Month: March 2021

My Gift to You

  1. Things to Do in the Belly of the Whale
  2. From Blossoms
  3. Wild Geese
  4. The Peace of Wild Things
  5. My Gift to You
  6. Departing Spring
  7. The Skylark
  8. What a Strange Thing!
  9. Although The Wind …
  10. The Old Pond
  11. Spring Is Like A Perhaps Hand
  12. Hast thou 2 loaves of bread …
  13. Youth and Age
  14. A Postcard From the Volcano
  15. The Kraken
  16. He wishes for the Cloths of Heaven
  17. There Is a Solitude of Space
  18. Because I Could Not Stop for Death
  19. Mad Song
  20. Answer July
  21. Success Is Counted Sweetest
  22. Hope Is the Thing with Feathers
  23. The Bluebird
  24. A Vision of the End
  25. The Crying of Water
  26. A Rose Has Thorns As Well As Honey
  27. Winter
  28. The Dark Cavalier
  29. There is no Life or Death
  30. Sheep in Winter
  31. To a Snowflake
  32. Sextain
  33. A Crocodile
  34. Sea Fever
Dark storm clouds, photo by Mihaela Limberea.

My gift to you will be an abyss, she said, 

but it will be so subtle you’ll perceive it

only after many years have passed

and you are far from Mexico and me. 

You’ll find it when you need it most,

and that won’t be

the happy ending, 

but it will be an instant of emptiness and joy. 

And maybe then you’ll remember me, 

if only just a little.

by Roberto Bolaño (1953-2003), Chilean novelist, short-story writer, poet and essayist.


To read more poems, click here.



This Is My Wish for You

Close up of a lake with waterlilies blades. Photo by Mihaela Limberea.

This is my wish for you: Comfort on difficult days, smiles when sadness intrudes, rainbows to follow the clouds, laughter to kiss your lips, sunsets to warm your heart, hugs when spirits sag, beauty for your eyes to see, friendships to brighten your being, faith so that you can believe, confidence for when you doubt, courage to know yourself, patience to accept the truth, Love to complete your life.

by Ralph Waldo Emerson (1803–1882), American essayist, Transcendentalist poet, and popular philosopher.

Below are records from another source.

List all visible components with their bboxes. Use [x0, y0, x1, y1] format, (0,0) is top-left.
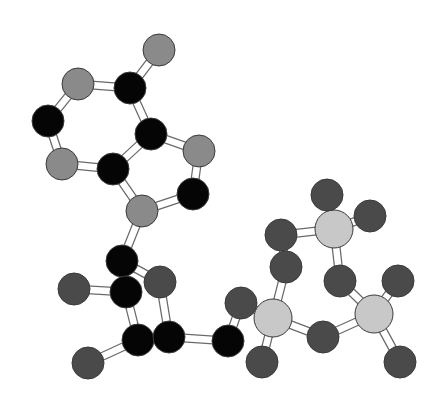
atom-p [315, 210, 353, 248]
atom-n [62, 68, 94, 100]
atom-c [153, 321, 185, 353]
ball-and-stick-model [0, 0, 448, 401]
atom-c [114, 72, 146, 104]
atom-c [135, 118, 167, 150]
atom-c [32, 105, 64, 137]
atom-n [46, 148, 78, 180]
atom-c [212, 325, 244, 357]
atom-n [143, 34, 175, 66]
atom-o [58, 273, 90, 305]
atom-o [384, 346, 416, 378]
atom-o [246, 346, 278, 378]
atom-n [183, 135, 215, 167]
atoms-layer [32, 34, 416, 379]
atom-o [324, 265, 356, 297]
atom-o [265, 219, 297, 251]
atom-n [126, 195, 158, 227]
molecule-figure [0, 0, 448, 401]
atom-p [254, 299, 292, 337]
atom-o [270, 251, 302, 283]
atom-o [72, 347, 104, 379]
atom-o [382, 265, 414, 297]
atom-c [177, 178, 209, 210]
atom-o [144, 266, 176, 298]
atom-o [311, 179, 343, 211]
atom-c [110, 276, 142, 308]
bonds-layer [48, 50, 400, 363]
atom-o [354, 200, 386, 232]
atom-p [355, 295, 393, 333]
atom-o [225, 287, 257, 319]
atom-c [97, 153, 129, 185]
atom-o [307, 321, 339, 353]
atom-c [122, 324, 154, 356]
atom-c [106, 245, 138, 277]
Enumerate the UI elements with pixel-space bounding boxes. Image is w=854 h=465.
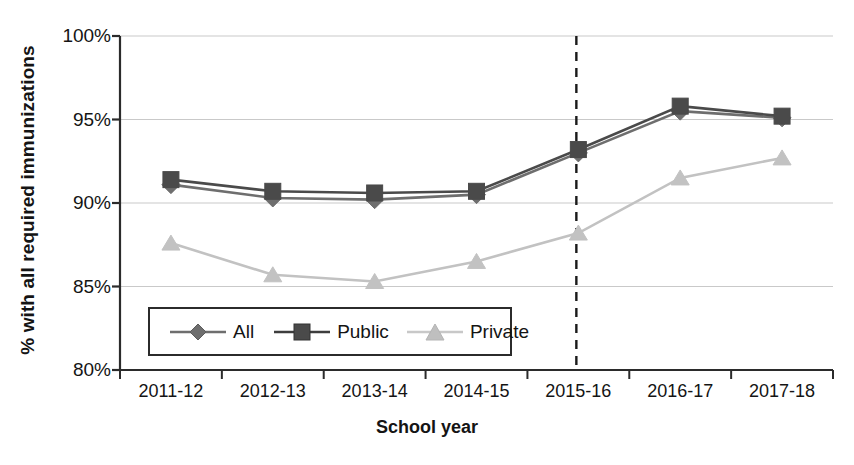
data-series-layer (162, 98, 791, 288)
chart-legend: All Public Private (148, 307, 512, 356)
series-private (162, 150, 791, 289)
x-tick-label: 2017-18 (749, 381, 815, 402)
x-tick-label: 2014-15 (443, 381, 509, 402)
triangle-marker-icon (773, 150, 791, 165)
triangle-marker-icon (569, 225, 587, 240)
square-marker-icon (672, 98, 688, 114)
legend-item-public: Public (272, 321, 393, 343)
square-marker-icon (163, 172, 179, 188)
square-marker-icon (265, 183, 281, 199)
x-tick-label: 2012-13 (240, 381, 306, 402)
legend-item-all: All (168, 321, 258, 343)
triangle-marker-icon (405, 321, 465, 343)
legend-label-private: Private (470, 321, 529, 343)
square-marker-icon (570, 142, 586, 158)
plot-canvas (0, 0, 854, 465)
y-axis-ticks (112, 36, 120, 370)
series-public (163, 98, 790, 201)
diamond-marker-icon (168, 321, 228, 343)
legend-label-public: Public (337, 321, 389, 343)
x-tick-label: 2016-17 (647, 381, 713, 402)
x-tick-label: 2013-14 (342, 381, 408, 402)
immunization-line-chart: % with all required immunizations 100% 9… (0, 0, 854, 465)
triangle-marker-icon (162, 235, 180, 250)
square-marker-icon (272, 321, 332, 343)
square-marker-icon (367, 185, 383, 201)
x-axis-title: School year (0, 417, 854, 438)
x-tick-label: 2011-12 (139, 381, 204, 402)
legend-item-private: Private (405, 321, 533, 343)
x-tick-label: 2015-16 (545, 381, 611, 402)
x-axis-ticks (120, 370, 833, 379)
square-marker-icon (774, 108, 790, 124)
legend-label-all: All (233, 321, 254, 343)
square-marker-icon (469, 183, 485, 199)
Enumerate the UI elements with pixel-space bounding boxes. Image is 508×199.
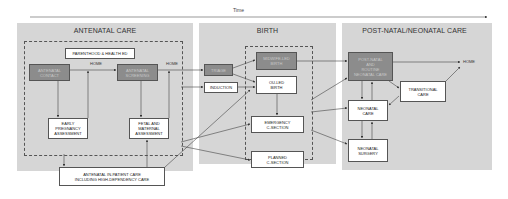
connector-arrows <box>0 0 508 199</box>
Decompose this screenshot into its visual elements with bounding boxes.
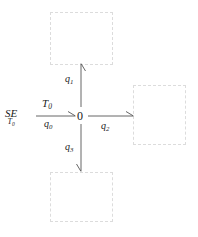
- diagram-canvas: 0 SE T0 T0 q0 q1 q2 q3: [0, 0, 198, 237]
- input-arrow-head: [68, 112, 76, 117]
- source-sub-index: 0: [12, 121, 15, 127]
- edge-label-q1: q1: [65, 74, 73, 84]
- right-arrow-head: [126, 112, 134, 117]
- edge-label-q3-subscript: 3: [70, 146, 73, 153]
- edge-label-q1-subscript: 1: [70, 78, 73, 85]
- up-arrow-head: [81, 64, 86, 72]
- edge-label-q3: q3: [65, 142, 73, 152]
- center-node-label: 0: [77, 110, 83, 122]
- down-arrow-head: [77, 164, 82, 172]
- edge-label-q0-subscript: 0: [49, 123, 52, 130]
- arrow-layer: [0, 0, 198, 237]
- source-label-sub: T0: [5, 118, 17, 126]
- edge-label-t0-subscript: 0: [48, 102, 52, 111]
- source-label: SE T0: [5, 108, 17, 126]
- edge-label-q2: q2: [101, 121, 109, 131]
- edge-label-q0: q0: [44, 119, 52, 129]
- edge-label-t0: T0: [42, 98, 52, 109]
- edge-label-q2-subscript: 2: [106, 125, 109, 132]
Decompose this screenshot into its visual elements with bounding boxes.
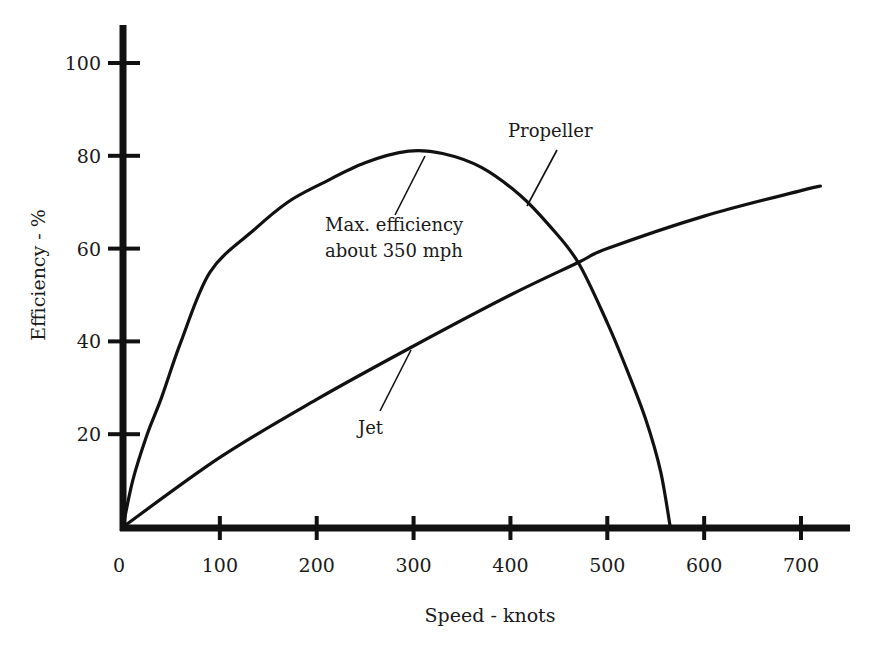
x-tick-label: 600	[686, 554, 722, 576]
axes	[120, 25, 850, 531]
x-tick-label: 100	[202, 554, 238, 576]
series-group	[123, 150, 820, 527]
x-axis-title: Speed - knots	[425, 604, 556, 626]
x-tick-label: 300	[395, 554, 431, 576]
x-tick-label: 500	[589, 554, 625, 576]
y-tick-label: 60	[77, 238, 101, 260]
max-efficiency-leader-line	[395, 156, 425, 215]
y-axis-title: Efficiency - %	[27, 209, 49, 341]
jet-label: Jet	[356, 417, 384, 438]
x-tick-label: 0	[113, 554, 125, 576]
propeller-curve	[123, 150, 670, 527]
y-tick-label: 100	[65, 52, 101, 74]
x-tick-label: 700	[783, 554, 819, 576]
propeller-leader-line	[527, 150, 557, 206]
y-tick-label: 20	[77, 423, 101, 445]
max-efficiency-label-line2: about 350 mph	[325, 240, 463, 261]
jet-leader-line	[380, 350, 411, 411]
y-tick-label: 80	[77, 145, 101, 167]
jet-curve	[123, 186, 820, 527]
propeller-label: Propeller	[508, 120, 593, 141]
x-tick-label: 200	[299, 554, 335, 576]
ticks: 010020030040050060070020406080100	[65, 52, 819, 576]
annotation-leaders	[380, 150, 557, 411]
efficiency-chart: 010020030040050060070020406080100 Speed …	[0, 0, 875, 656]
y-tick-label: 40	[77, 330, 101, 352]
x-tick-label: 400	[492, 554, 528, 576]
max-efficiency-label-line1: Max. efficiency	[325, 214, 464, 235]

To read more quotes, click here.



You’ll Always Have More Ideas Than Time

Coffee mug and notebook near a fireplace.
Photo by Rafael Leão on Unsplash

While I am working diligently on my research, I’m fighting this sudden urge to abandon the book I’m toiling on and write another book. A very compelling idea came my way. It feels so right that I’m ready to jettison the current material and just start again.

It’s a huge temptation. But is this the right thing to do?

I know it’s not. How do I know? I’ve learned it the hard way. *

A bright new idea makes current work seems dreary compared to whatever I’m working on. Naïve me abandons said dreary work to jump on board another project, so full of promises and hopes that it’s only right to do it. I enthusiastically start, work for a while, and realize that it’s become, well, dreary as time goes by. Then, I have an idea. Again. I feel stupid, but I’m not willing to cut my losses. Yet. I’ve invested in the first project, discarded all that work, started again, put in more time and effort – should I abandon this as well?

It’s a vicious circle. You’ll always have more ideas than time to execute them. It takes a lot of discipline to resist the pull of sparkling new ideas; the brain loves shiny bright objects, the rascal (this is the novelty bias at play).

I cannot afford to be seduced by new promises. It feels good in the beginning, then reality sets in, and I’ll be back to square one in no time.

Reluctantly, I write down the new idea in my Future Projects-list and go back to work.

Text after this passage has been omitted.